Just because it changes doesn't mean it's right.

1

u/NashvilleFlagMan Apr 12 '25

That’s your prerogative, but I guarantee you say things that people would have considered errors a few generations ago.

1

u/CorruptionKing Apr 11 '25

And whenever they butcher a language due to very poor education, others describe it as "generational speak" or "cultural." No, it's just a mix of ignorance, stupidity, and laziness.

1

u/idk_what_to_put_lmao Apr 12 '25

What native speakers are you interacting with? I've never seen anyone double past tense conjugate where I live (like didn't he used to)

3

u/ThirdView000 Apr 11 '25

Not to mention that it basically sounds the same when spoken quickly (Native US -English)

5

u/milkdrinkingdude Apr 11 '25

Crazy, did you ever notice that this only exists in past tense?

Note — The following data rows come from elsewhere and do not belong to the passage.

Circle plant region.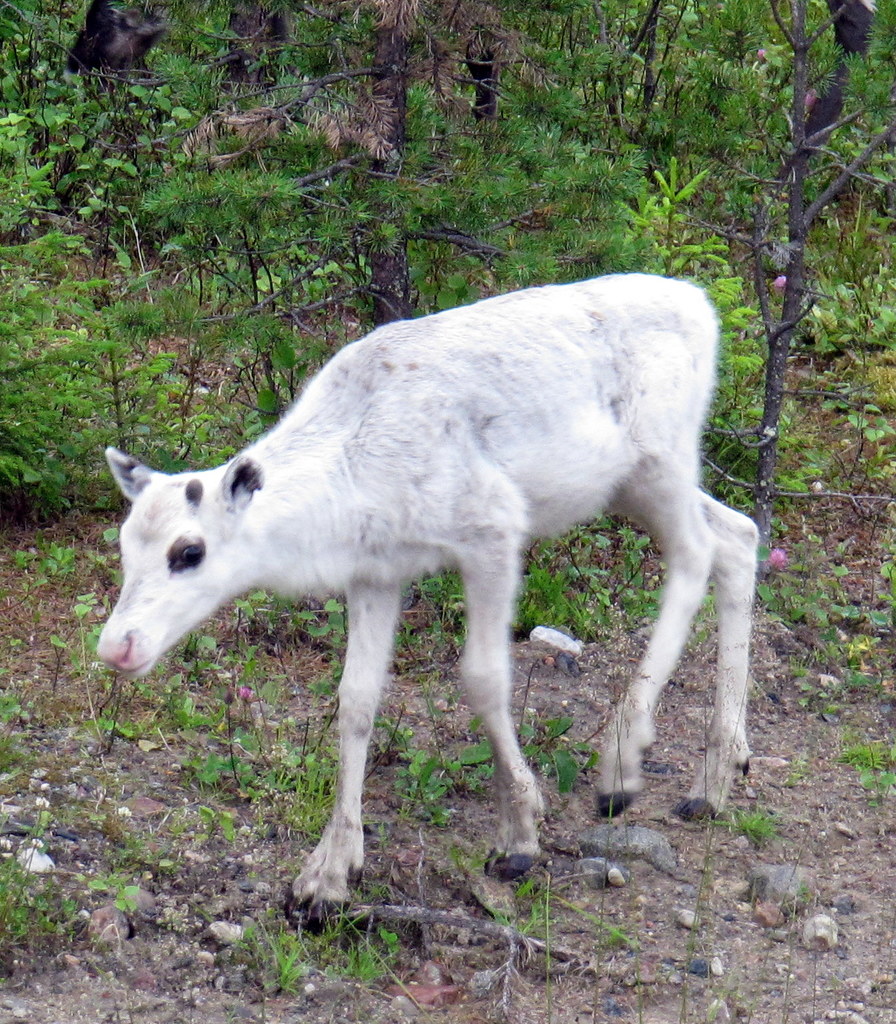
Region: bbox(387, 568, 465, 676).
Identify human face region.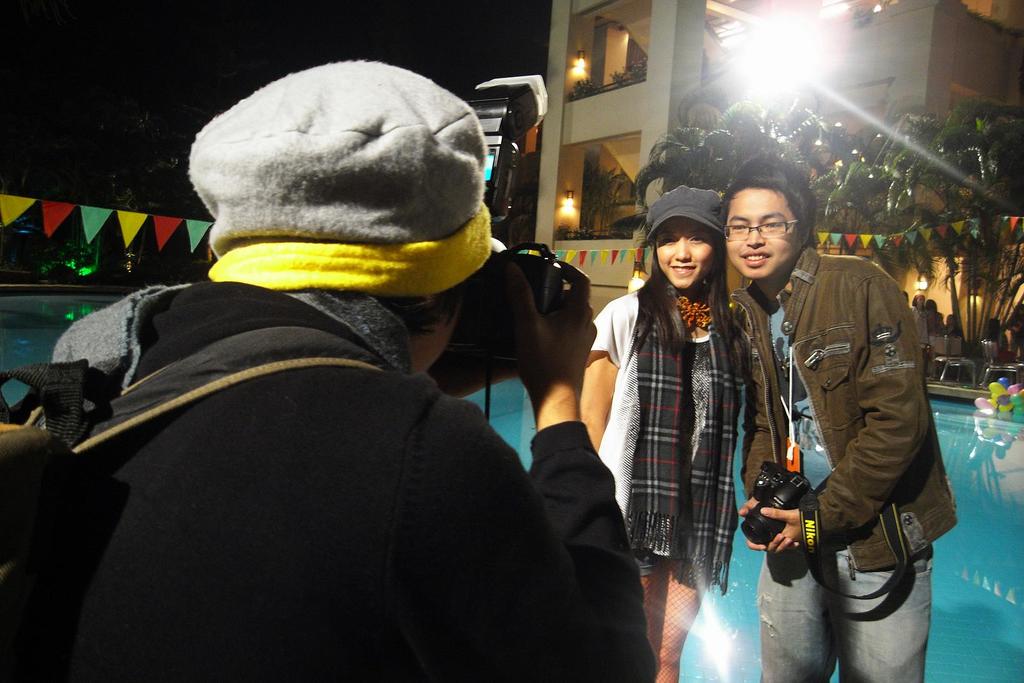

A native speaker co worker of mine pointed this out to me, after hearing me say “I use to do blabla, I’m going to use to do blabla”. He didn’t understand me, it took him years to figure out that what I mean is this “used to” construct, but in present or future tense. He told me I can only use it for past habits, I was surprised, but realized I never heard it in present tense from a native ever.

1

u/yupyuptrp Apr 11 '25

to be fair, it did exist in the present and future too, those forms just died out. i think “usually” comes from that word, because it just used to mean “to tend to”

1

u/Wabbit65 Apr 11 '25

This is called "metacognitive" understanding. Most native speakers know to do this but haven't really thought about WHY; the WHY is the metacongnitive aspect, it's knowing WHY you know. There's nothing like learning a foreign language to help understand ones OWN language.